Good info. So all of them have to be passed via HDMI. I thought TrueHD and DTS-MA were formats and PCM was more of the type of transfer, but I guess from what you're saying it's just another format like the other two. So I guess if one of the best sounding discs from reviews that I've read is Black Hawk Down, then what the real need or advantage to having the other two. I mean why bother putting these other formats out?
Not exactly, the output of all analog audio to digital conversions start out as PCM. Some disks like BHD use this PCM track. TrueHD & DTS HD-MA are codecs that take PCM and convert it to a compressed, but lossless, digital format. In your receiver, the TrueHD & DTS HD-MA are converted back to the origianal PCM. If the source disk is PCM, then that is passed straight through to the receiver's DACs for the final conversion back to analog audio.
Therefore, PCM = TrueHD or DTS HD-MA. The advanage of the two compressed, but lossless, formats are that they save space on the Blu-ray disk vs. PCM, which does take considerably more space.
All three should sound the same when the final audio reaches your ears, but you will read that some prefer one format over the others for their own reasons. I am also sure that if you ask Dobly Labs or DTS they will say that their formats are better - - marketing.
In any case, it should make no difference to you which of the three formats a particular Blu-ray disk uses unless your system cannot not decode one of them (usually DTS HD-MA, which was the last one developed and requires more processing power as I understand it).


WHAT NEEDS TO BE DONE | Give the number of lines in these entries that contain "icon", and nothing more.

TASK DATA |

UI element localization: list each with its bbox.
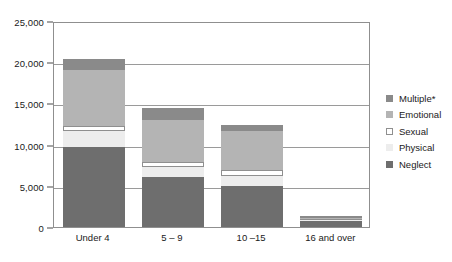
bar-segment (142, 177, 204, 227)
bar-segment (221, 176, 283, 186)
bar-segment (221, 170, 283, 176)
bar-segment (63, 70, 125, 125)
legend-swatch-icon (386, 128, 393, 135)
y-axis: 05,00010,00015,00020,00025,000 (0, 22, 53, 228)
bar-segment (142, 120, 204, 161)
bar-group (142, 21, 204, 227)
bar-segment (300, 221, 362, 227)
legend-label: Sexual (399, 127, 428, 137)
legend-item[interactable]: Emotional (386, 107, 441, 124)
bar-segment (63, 59, 125, 71)
y-tick-label: 0 (39, 223, 44, 234)
bar-segment (221, 131, 283, 170)
legend-swatch-icon (386, 111, 393, 118)
plot-area (53, 22, 370, 228)
bar-segment (221, 125, 283, 132)
legend-swatch-icon (386, 95, 393, 102)
legend: Multiple*EmotionalSexualPhysicalNeglect (386, 90, 441, 173)
bar-group (300, 21, 362, 227)
legend-swatch-icon (386, 161, 393, 168)
legend-label: Physical (399, 143, 434, 153)
legend-item[interactable]: Physical (386, 140, 441, 157)
legend-label: Multiple* (399, 94, 435, 104)
x-axis-labels: Under 45 – 910 –1516 and over (53, 232, 370, 248)
bar-segment (142, 108, 204, 120)
legend-label: Neglect (399, 160, 431, 170)
legend-label: Emotional (399, 110, 441, 120)
bar-segment (63, 126, 125, 132)
bar-segment (142, 167, 204, 176)
bar-segment (63, 131, 125, 147)
bar-group (221, 21, 283, 227)
legend-swatch-icon (386, 144, 393, 151)
x-tick-label: 10 –15 (237, 232, 266, 243)
x-tick-label: 16 and over (305, 232, 355, 243)
y-tick-label: 5,000 (20, 181, 44, 192)
bar-segment (221, 186, 283, 227)
x-tick-label: 5 – 9 (161, 232, 182, 243)
y-tick-label: 15,000 (14, 99, 44, 110)
legend-item[interactable]: Sexual (386, 123, 441, 140)
legend-item[interactable]: Multiple* (386, 90, 441, 107)
bar-segment (142, 162, 204, 168)
bar-group (63, 21, 125, 227)
bar-segment (63, 147, 125, 227)
y-tick-label: 20,000 (14, 58, 44, 69)
bar-segment (300, 216, 362, 218)
stacked-bar-chart: 05,00010,00015,00020,00025,000 Under 45 … (0, 0, 452, 262)
x-tick-label: Under 4 (76, 232, 110, 243)
y-tick-label: 25,000 (14, 17, 44, 28)
y-tick-label: 10,000 (14, 140, 44, 151)
bars-layer (54, 23, 369, 227)
legend-item[interactable]: Neglect (386, 156, 441, 173)
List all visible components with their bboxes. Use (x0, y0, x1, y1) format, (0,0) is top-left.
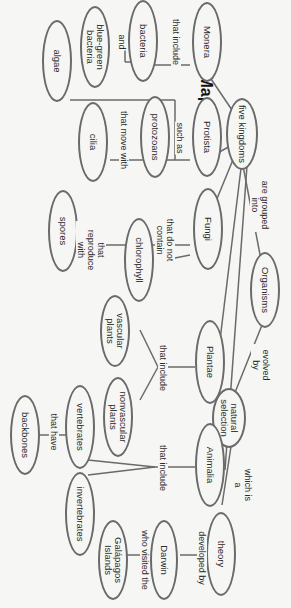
node-blue-green-bacteria: blue-green bacteria (80, 6, 110, 88)
node-label: five kingdoms (237, 105, 247, 163)
node-organisms: Organisms (250, 252, 280, 328)
node-five-kingdoms: five kingdoms (226, 98, 258, 170)
link-monera-that-include: that include (171, 18, 181, 66)
node-label: spores (58, 217, 68, 246)
node-nonvascular-plants: nonvascular plants (103, 377, 133, 457)
link-are-grouped-into: are grouped into (250, 178, 270, 232)
node-label: Organisms (260, 267, 270, 313)
node-cilia: cilia (78, 102, 108, 182)
node-protozoans: protozoans (140, 96, 170, 178)
node-theory: theory (206, 512, 236, 596)
link-such-as: such as (175, 121, 185, 154)
node-fungi: Fungi (193, 188, 223, 270)
node-label: Animalia (205, 447, 215, 483)
link-developed-by: developed by (197, 530, 207, 586)
link-that-do-not-contain: that do not contain (155, 216, 175, 264)
node-vascular-plants: vascular plants (100, 295, 130, 367)
node-chlorophyll: chlorophyll (124, 218, 154, 302)
link-that-move-with: that move with (119, 110, 129, 170)
link-animalia-that-include: that include (158, 444, 168, 492)
node-animalia: Animalia (195, 423, 225, 507)
node-label: Monera (202, 26, 212, 58)
node-bacteria: bacteria (128, 0, 158, 82)
link-plantae-that-include: that include (158, 344, 168, 392)
node-label: nonvascular plants (108, 389, 128, 445)
node-label: theory (216, 541, 226, 567)
connector-lines (0, 0, 291, 608)
node-label: chlorophyll (134, 237, 144, 282)
node-label: vascular plants (105, 306, 125, 356)
node-label: blue-green bacteria (85, 17, 105, 77)
node-label: Plantae (205, 346, 215, 378)
node-invertebrates: invertebrates (65, 472, 95, 556)
node-vertebrates: vertebrates (65, 385, 95, 469)
node-label: vertebrates (75, 403, 85, 451)
node-protista: Protista (192, 97, 222, 177)
node-algae: algae (42, 20, 72, 102)
link-and: and (117, 33, 127, 50)
node-plantae: Plantae (195, 320, 225, 404)
link-who-visited-the: who visited the (140, 529, 150, 591)
node-label: protozoans (150, 113, 160, 160)
node-backbones: backbones (10, 395, 40, 475)
node-label: algae (52, 49, 62, 72)
link-that-have: that have (49, 412, 59, 451)
node-monera: Monera (192, 2, 222, 82)
node-label: Darwin (159, 545, 169, 575)
link-which-is-a: which is a (233, 467, 253, 503)
node-label: bacteria (138, 24, 148, 58)
node-label: natural selection (219, 393, 239, 443)
link-evolved-by: evolved by (251, 344, 271, 386)
node-label: Fungi (203, 217, 213, 241)
node-label: invertebrates (75, 487, 85, 542)
link-that-reproduce-with: that reproduce with (76, 221, 106, 279)
node-galapagos: Galápagos Islands (98, 520, 128, 600)
node-label: Protista (202, 121, 212, 153)
node-darwin: Darwin (150, 520, 178, 600)
node-label: backbones (20, 412, 30, 458)
node-label: Galápagos Islands (103, 532, 123, 588)
node-spores: spores (48, 190, 78, 272)
node-label: cilia (88, 134, 98, 150)
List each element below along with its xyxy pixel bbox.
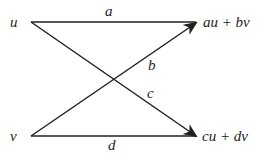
diagram-canvas: u v au + bv cu + dv a b c d: [0, 0, 265, 154]
node-output-bottom-label: cu + dv: [202, 128, 248, 144]
edge-label-c: c: [147, 85, 154, 101]
edge-label-d: d: [108, 137, 116, 153]
node-u-label: u: [10, 14, 18, 30]
edge-label-b: b: [148, 57, 156, 73]
edge-label-a: a: [105, 3, 113, 19]
node-v-label: v: [10, 128, 17, 144]
node-output-top-label: au + bv: [203, 14, 250, 30]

ANSWER | 5